How Quebec compares to the rest of Canada

The sticking point, as the question in the headline suggests, is transparency. In much of the rest of the country, the equivalent oversight agencies routinely publish their findings. Ontario's Special Investigations Unit, for example, releases detailed director's reports explaining the evidence reviewed and the reasoning behind a decision on whether charges are warranted. Similar police-oversight bodies in other provinces also make public-facing reports available.

In Quebec, that level of public disclosure has not been the norm. When the BEI completes an investigation, the file is typically handed to the province's prosecution service, which decides whether to lay charges. The reasoning behind those outcomes is often not released in the same detailed, public way seen elsewhere — leaving families, journalists and the broader public with limited insight into how conclusions were reached.

Why transparency matters

The core argument from advocates is straightforward: public confidence in police oversight depends on people being able to see how decisions are made. When a person dies during a police encounter and no charges follow, a published report explaining what investigators found can be the difference between a community trusting the process and suspecting a cover-up.

Without public reports, critics argue, even a thorough and fair investigation can look opaque from the outside.

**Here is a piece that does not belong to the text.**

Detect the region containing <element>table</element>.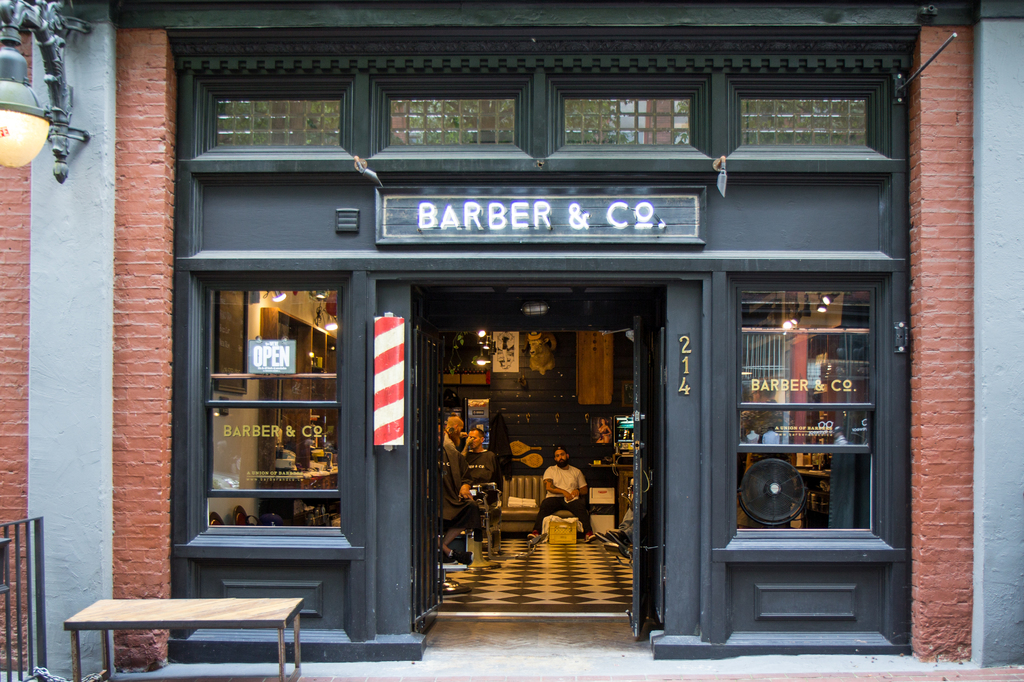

Transparency also creates a record that researchers, lawmakers and oversight advocates can study for patterns — something that's far harder to do when findings stay behind closed doors.

Supporters of more limited disclosure often point to privacy concerns, the rights of officers and civilians involved, and the risk of compromising potential prosecutions. Balancing those interests against the public's right to know is exactly the debate now playing out as the BEI's first decade is reviewed.

The Ottawa connection

The question resonates beyond Quebec's borders. Just across the river, Ottawa residents live in a province where the Special Investigations Unit publishes its reports — a contrast that makes the difference in approaches easy to see for anyone in the National Capital Region who follows policing and accountability issues. As debates about police oversight continue nationally, how Quebec chooses to handle transparency could influence the broader Canadian conversation.

For now, the milestone has reopened a longstanding question: after 10 years, is it time for Quebec's police watchdog to open its files to the public?